Hardaway, Rodger D. “AFRICAN-AMERICAN WOMEN ON THE WESTERN FRONTIER.” Negro History Bulletin, vol. 60, no. 1, Jan. 1997, pp. 11–12., www.jstor.org/stable/24766796.
Long ago I was often inspired to do crazy research on passing thoughts and ideas. Smelling Books and Chromolithography and the mystery of Henri and Anita LeRoy, on why certain books smell the way they do and who was really the artist behind common chromolithography prints, respectively, are past products of my ardent desires to answer a question. It’s been a long time since I’ve given myself time to fall down that rabbit hole, but I am feeling the inclination once again. I have a list of curiosities I wanted to return to. Melusine is on that list. For better, or worse, I’ve only geared up to capsule research. The ridiculously extensive posts may still come.
By Heinrich Vogeler – http://www.worpswede.de/wp-content/uploads/2010/02/Heinrich_Vogeler_Melusine.jpg, Public Domain, https://commons.wikimedia.org/w/index.php?curid=23490529
The story of Melusine is a fairy tale legend wherein a fairy queen and the king of Scotland had a daughter. Melusine angered her fairy queen mother by imprisoning her father and was cursed to turn into a half-snake beast on Saturdays. Her beast form is often depicted as a two tailed mermaid or something more akin to a naga, a creature from Hindu mythology that has the bottom half of a cobra.
I could not find any more food to feed my passing thought that Melusine is a rogue Naga Kanya, if the Naga Kanya are in fact an entire race of fairy creatures instead of one. I did find that several pinterest boards have noticed the similarity in the two tailed stone depictions of Melusine and those of the fertility goddess Sheela Na Gig. These similarities intrigue me. While poking around in the easily locate-able online sources, I did find that stories of a half serpent, half beautiful woman can be found across Albania, Germany, and France.

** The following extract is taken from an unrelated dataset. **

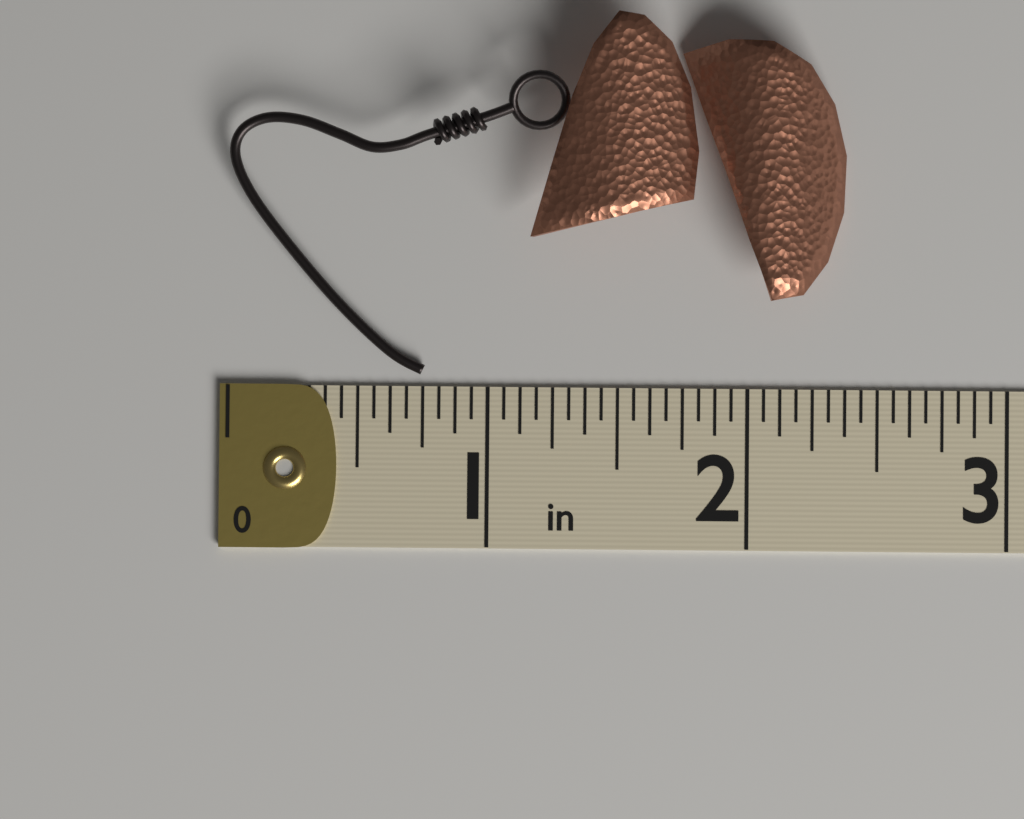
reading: 2.3750 in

In the most well known story from France, Melusine married a nobleman and brought agricultural advances and fortune to the people over which he ruled. But, curiosity became too much for her husband, leading him to break the promise he made to leave her in seclusion on Saturdays. He spied on her, witnessing her changed form. Upon learning of this, Melusine sprouted wings and flew away, never to return (British Library – European Studies Blog).
Most interesting is how, before her husband’s transgression and her disappearance, Melusine bore several sons, making her a founding mother of European nobility. This fairy lineage would eventually be referred to as dragon blood, referencing Melusine’s final winged form. Of course, her split serpent tales has become familiar to many of us as an image of the commercial depiction of Starbuck (Ancient Origins).